The death of tens of millions becomes mere dirty bath-water; the baby – presumably the core of the Soviet Union, its ideal, not its practice – is still beautiful.

Deutscher reproached the renegades of The God that Failed for their tendency to abstraction, of uninterest in concrete realities of the world around them, but you can’t get much more abstract than calling mass famines, purges, the gulag, mere dirty water. It is no surprise, perhaps, that a man who can do so has about as much sense of proportion as a young child from whose hand a toy is removed. In his essay, Post-Stalinist Ferment of Ideas, Deutscher has this to say:

Having for decades lived under its own (triumphant!) brand of McCarthyism with its loyalty tests, charges of un-Bolshevik activities, witch-hunts and purges, terroristic suspicion and suspicious terrorism, Soviet society is now driven by self-preservation to try and regain initiative and freedom of decision and action.

The suggestio falsi in this is that the Soviet Union was in some way imitating McCarthyism; the suppressio veri is that, even taken at its worst (thousands of people dismissed from their jobs, for example), McCarthyism is not to be compared with (say) the forced construction of the White Sea Canal, in which up to 100,000 people died, just one – of many - of the episodes of Soviet de facto mass murder. It is difficult not to conclude from the passage I have just quoted that Deutscher was not an unprincipled liar – in defence of his principles.

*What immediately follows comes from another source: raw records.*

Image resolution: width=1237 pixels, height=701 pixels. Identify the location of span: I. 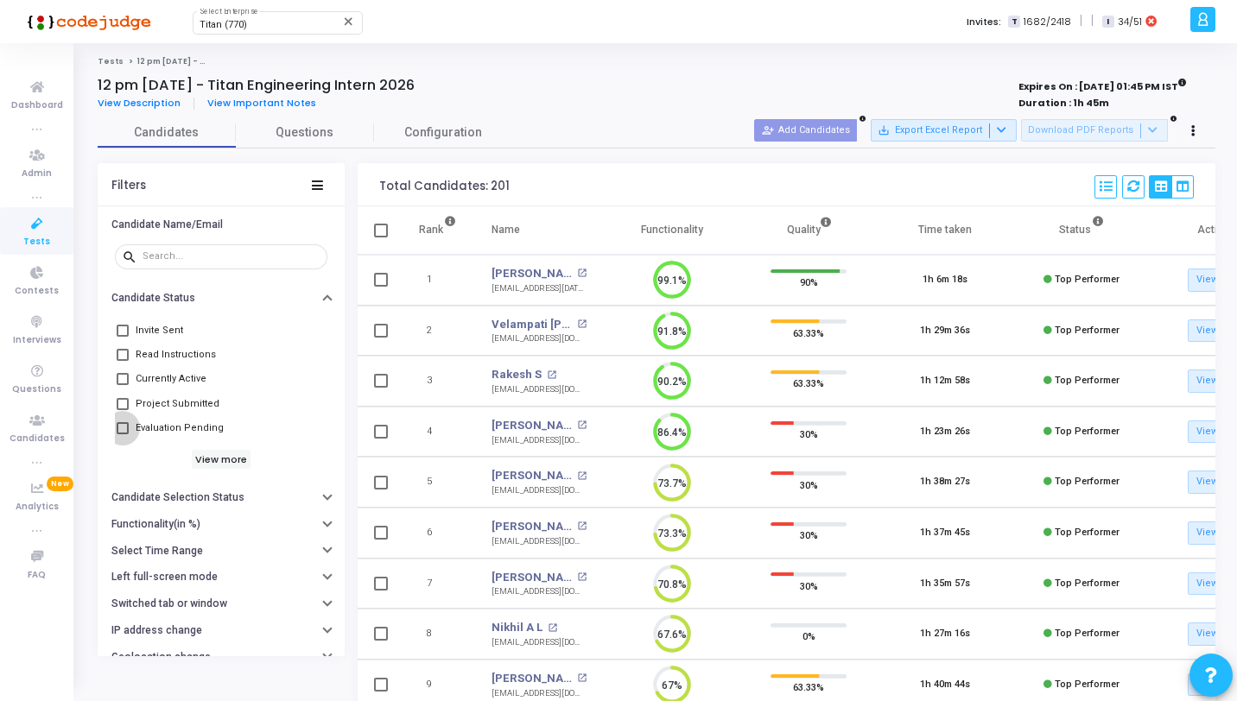
(1107, 22).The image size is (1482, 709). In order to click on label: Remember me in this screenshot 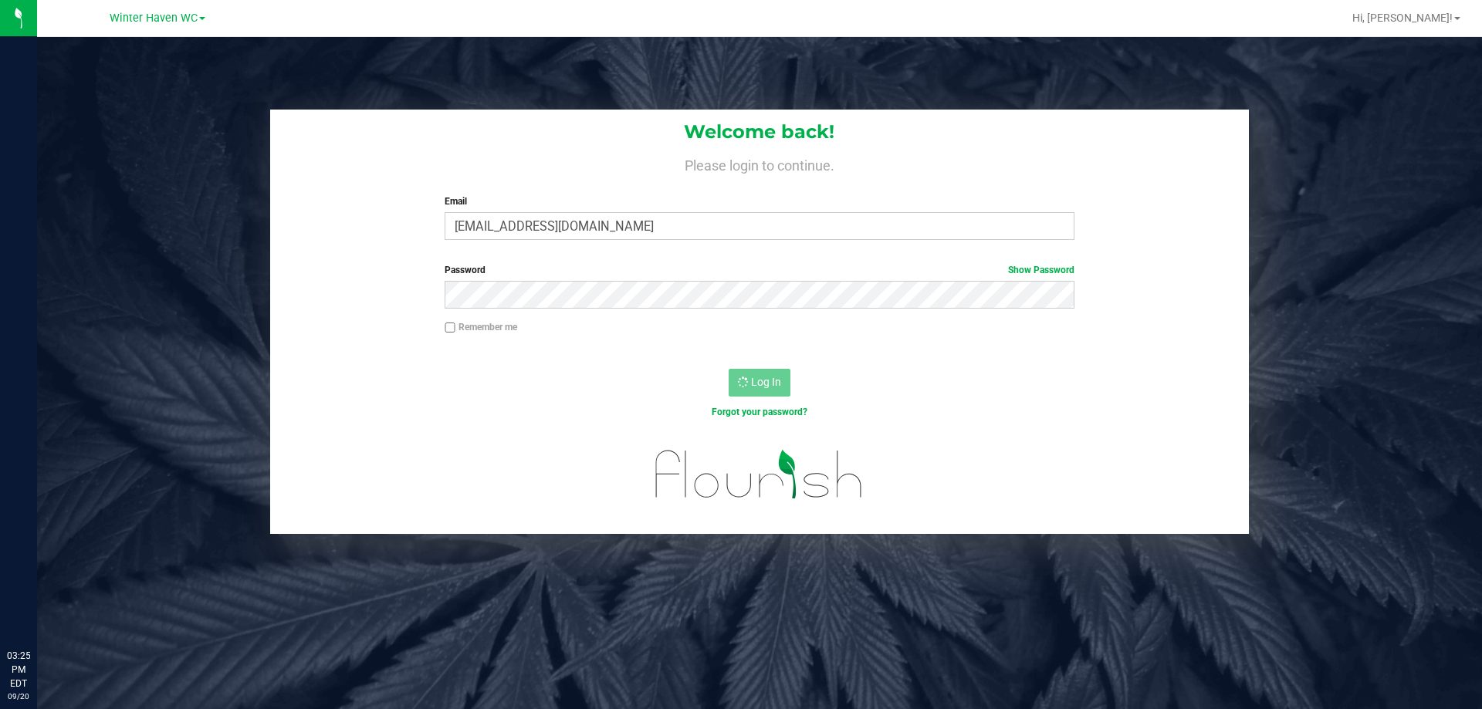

In his review of Orwell’s Nineteen Eighty-Four, titled The Mysticism of Cruelty, Deutscher says that it ‘is in effect not so much a warning as a piercing shriek.’ In the course of the essay, he says of the Great Purges in Stalin’s Russia:

To be sure, the events were highly ‘irrational;’ but he who because of this treats them irrationally is very much like the psychiatrist whose mind becomes unhinged by dwelling too closely with insanity.

To reduce the Great Purges to the status of events, a word that applies to all human happenings whatsoever, is to deny their exceptional or special historical significance, again with the motive of preserving the beautiful, rosy baby of Deutscher’s absurd and shallow ideals. Deutscher’s use of quotation marks suggests that he thinks the Great Purges were rational, which in a sense they were: that is to say they served the purpose of concentrating Stalin’s power, even if the accusations in the purges were themselves absurd and without empirical foundation (not, of course, that the accused men were therefore admirable men, very far from it).

Now in a sense all human desires, in the last resort, are irrational, or rather arational (what cannot by definition be rational cannot by definition be irrational). But to suggest that treating the purges as irrational is itself a sign almost of madness is to accept the purges’ ratio. Deutscher’s objection to murderous purges was really that the wrong people were purged, not to the murderousness.

Deutscher was a fine example of the scholar who knew a lot and understood little (including, or especially, himself). A man may smile and smile and be a villain. A man may read and read, and experience and experience, and understand nothing.